On Feb 9, 2007, Hans Boehm Hans.Boehm@hp.com wrote:

Now assume A has another field f2 that (possibly indirectly) points to a (ordered) non-Java-finalizable object B. Assume for the case of argument that it points back to A since B and Bs finalizer needs A.

In case 2: B is reachable from A, and the author of A had no reason to avoid that, since unordered finalization is used. But now if I let that inhibit finalization of B, I have a finalization cycle, and neither can get finalized. That seems wrong.

Err... If B is part of a cycle and it requires ordered finalization, it must not get finalized. It doesn't matter if other objects in the cycle have ordered or unordered finalization, or even no finalization at all. This is the case in both the current implementation and with the alternate implementation I've suggested, so I'm not sure what you're getting at.

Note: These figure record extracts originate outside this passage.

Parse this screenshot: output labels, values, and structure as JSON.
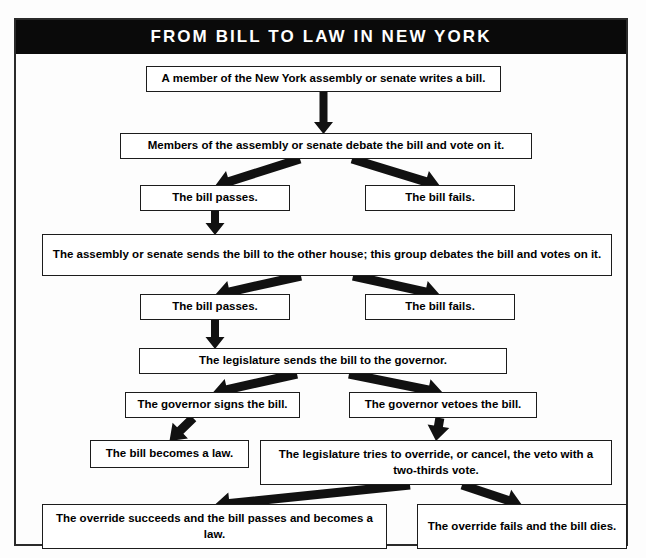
{
  "poster": {
    "title": "FROM BILL TO LAW IN NEW YORK",
    "frame_color": "#2a2a2a",
    "title_bg": "#0a0a0a",
    "title_fg": "#ffffff",
    "box_border": "#1c1c1c",
    "background": "#fdfdfd"
  },
  "chart_data": {
    "type": "diagram",
    "title": "FROM BILL TO LAW IN NEW YORK",
    "orientation": "top-down",
    "nodes": [
      {
        "id": "n1",
        "text": "A member of the New York assembly or senate writes a bill.",
        "x": 130,
        "y": 12,
        "w": 355,
        "h": 26
      },
      {
        "id": "n2",
        "text": "Members of the assembly or senate debate the bill and vote on it.",
        "x": 104,
        "y": 79,
        "w": 412,
        "h": 26
      },
      {
        "id": "n3",
        "text": "The bill passes.",
        "x": 124,
        "y": 131,
        "w": 150,
        "h": 26
      },
      {
        "id": "n4",
        "text": "The bill fails.",
        "x": 349,
        "y": 131,
        "w": 150,
        "h": 26
      },
      {
        "id": "n5",
        "text": "The assembly or senate sends the bill to the other house; this group debates the bill and votes on it.",
        "x": 26,
        "y": 180,
        "w": 570,
        "h": 42
      },
      {
        "id": "n6",
        "text": "The bill passes.",
        "x": 124,
        "y": 240,
        "w": 150,
        "h": 26
      },
      {
        "id": "n7",
        "text": "The bill fails.",
        "x": 349,
        "y": 240,
        "w": 150,
        "h": 26
      },
      {
        "id": "n8",
        "text": "The legislature sends the bill to the governor.",
        "x": 123,
        "y": 294,
        "w": 368,
        "h": 26
      },
      {
        "id": "n9",
        "text": "The governor signs the bill.",
        "x": 109,
        "y": 338,
        "w": 175,
        "h": 26
      },
      {
        "id": "n10",
        "text": "The governor vetoes the bill.",
        "x": 333,
        "y": 338,
        "w": 188,
        "h": 26
      },
      {
        "id": "n11",
        "text": "The bill becomes a law.",
        "x": 74,
        "y": 386,
        "w": 159,
        "h": 28
      },
      {
        "id": "n12",
        "text": "The legislature tries to override, or cancel, the veto with a two-thirds vote.",
        "x": 244,
        "y": 386,
        "w": 352,
        "h": 45
      },
      {
        "id": "n13",
        "text": "The override succeeds and the bill passes and becomes a law.",
        "x": 26,
        "y": 450,
        "w": 345,
        "h": 45
      },
      {
        "id": "n14",
        "text": "The override fails and the bill dies.",
        "x": 401,
        "y": 450,
        "w": 210,
        "h": 45
      }
    ],
    "edges": [
      {
        "from": "n1",
        "to": "n2",
        "style": "straight-down"
      },
      {
        "from": "n2",
        "to": "n3",
        "style": "diagonal-down-left"
      },
      {
        "from": "n2",
        "to": "n4",
        "style": "diagonal-down-right"
      },
      {
        "from": "n3",
        "to": "n5",
        "style": "straight-down"
      },
      {
        "from": "n5",
        "to": "n6",
        "style": "diagonal-down-left"
      },
      {
        "from": "n5",
        "to": "n7",
        "style": "diagonal-down-right"
      },
      {
        "from": "n6",
        "to": "n8",
        "style": "straight-down"
      },
      {
        "from": "n8",
        "to": "n9",
        "style": "diagonal-down-left"
      },
      {
        "from": "n8",
        "to": "n10",
        "style": "diagonal-down-right"
      },
      {
        "from": "n9",
        "to": "n11",
        "style": "diagonal-down-left"
      },
      {
        "from": "n10",
        "to": "n12",
        "style": "diagonal-down-right"
      },
      {
        "from": "n12",
        "to": "n13",
        "style": "diagonal-down-left"
      },
      {
        "from": "n12",
        "to": "n14",
        "style": "diagonal-down-right"
      }
    ]
  }
}
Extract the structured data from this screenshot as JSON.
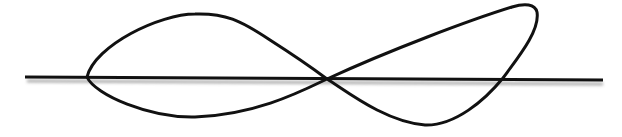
{
  "figure": {
    "colors": {
      "background": "#ffffff",
      "stroke": "#111111",
      "shadow": "#9a9a9a"
    },
    "baseline": {
      "x1": 25,
      "y1": 77,
      "x2": 603,
      "y2": 80,
      "stroke_width": 3
    },
    "curve": {
      "stroke_width": 3
    }
  }
}
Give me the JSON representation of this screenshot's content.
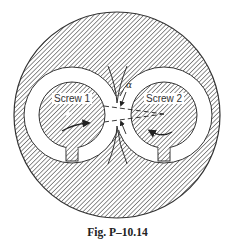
{
  "figure": {
    "caption": "Fig. P–10.14",
    "screw1": {
      "label": "Screw 1",
      "rotation": "clockwise"
    },
    "screw2": {
      "label": "Screw 2",
      "rotation": "counter-clockwise"
    },
    "angle_label": "α"
  },
  "colors": {
    "hatch": "#555555",
    "outline": "#333333",
    "background": "#ffffff"
  }
}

This won't stop A's finalizer from running, and if A's finalizer clears the reference to B, B will eventually be finalized. But if A doesn't, B will be forever part of a cycle, which sounds like correct behavior to me, even if undesirable. If B uses ordered finalization, it's finalization mark procedure will mark A as not being ready for finalization this cycle, as it should. Thus neither A nor B will get finalized, I think.

The basic issue is that in the most general case, client code needs to let the collector know which fields are needed for finalization. The way you do that currently depends on whether the object in question uses ordered finalization. With the simpler scheme, that breaks.

I will admit that there is little code for which this is an issue.

I think the solution below incurs a slight risk of breaking something, if e.g. Mono relied on the current behavior someplace. But I could also live with the variant in which this was a global (initialization time) option, and the code below were wrapped in a suitable conditional. The GC already has some such options.

Otherwise, the original patch seems fine.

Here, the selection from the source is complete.